A new list has hit the world of children’s literature–the Renaissance Learning Report on What Kids Are Reading. After gathering answers from more than 3 million students in U.S. schools, the report announces that first graders love Dr. Seuss, second graders are reading Laura Numeroff’s If You Give a Mouse a Cookie, E.B. White’s classic Charlotte’s Web is the third grade favorite, fourth graders flock to Judy Blume’s Tales of a Fourth Grade Nothing and fifth grade’s number one choice is Katherine Paterson’s Bridge to Terabithia. Hatchet by Gary Paulsen is the most popular book among sixth graders.

Then the news becomes dismal. The Outsiders by S.E. Hinton is universally beloved by seventh and eighth grade readers and for that yawning chasm of ninth through twelfth grade, To Kill a Mockingbird wins hands down as most popular book for people ranging in age from fourteen to seventeen.

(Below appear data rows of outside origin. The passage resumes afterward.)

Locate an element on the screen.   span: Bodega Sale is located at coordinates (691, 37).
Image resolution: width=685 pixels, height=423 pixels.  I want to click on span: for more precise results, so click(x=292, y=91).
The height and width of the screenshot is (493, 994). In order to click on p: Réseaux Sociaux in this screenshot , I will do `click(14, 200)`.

Please don’t get me wrong. These are two wonderful books and deservedly popular among every age group, from Generation Not Yet Born to the Baby Boomers. What bothers me immensely is that these two titles are quite evidently being widely read because they are on school reading lists, and that is the kiss of death for any book. There’s nothing like a good, stiff essay test to drain the life and enjoyment from any piece of literature.

Teachers and librarians deserve a hearty round of applause for rescuing students from the required reading of my youth, which was also the required reading for my mother in the days before World War Two. Silas Marner may well be a dazzling piece of English literature, but you’ll never get me to admit it–or, for that matter, my eighty-plus-year-old mother. Both of us, in our different generations, read it thoroughly enough to pass the following test with flying colors but neither of us would claim it as our best-loved book of that particular year.

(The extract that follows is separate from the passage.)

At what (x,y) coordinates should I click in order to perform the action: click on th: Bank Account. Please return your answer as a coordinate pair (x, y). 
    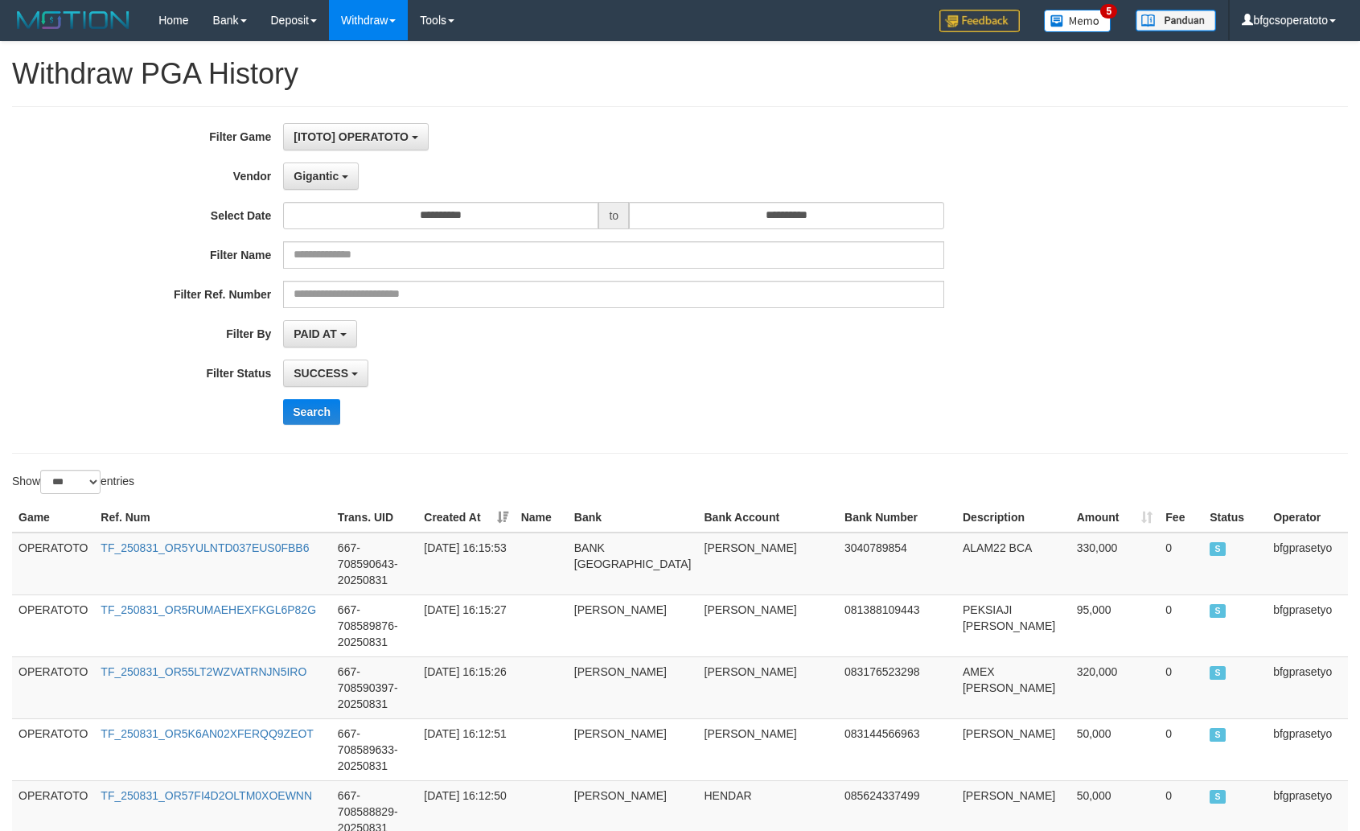
    Looking at the image, I should click on (768, 517).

This latest list does a great job of showing what is being assigned in classrooms across the country. What it doesn’t show is what “kids are reading,” especially when they hit adolescence, and this is something we all need to know, if only to enlarge our own reading horizons.

At the Tiger’s Bookshelf, we’ve asked questions about ways to make children readers. Perhaps one of the easiest ways is by finding out what they truly enjoy reading, picking it up for ourselves, and then talking with them about it, rather than making us talk to them about what we think they should be reading.

This may lead us into the graphic novel arena, or the world of fantasy and science fiction, or other literary roads that for some of us are less traveled. We could end up reading poems written for a poetry slam, or a zine or two. What is certain is that by asking questions and reading and discussing is going to lead us into more interesting territory than any list-making will.

What’s being read for pleasure by our children and why are those choices popular? When they go beyond the snack reading that every age group indulges in, what books do they turn to? What is being devoured, read again and again,and then passed on to friends?

I don’t know and I would certainly like to find out. Is there anyone out there with some answers?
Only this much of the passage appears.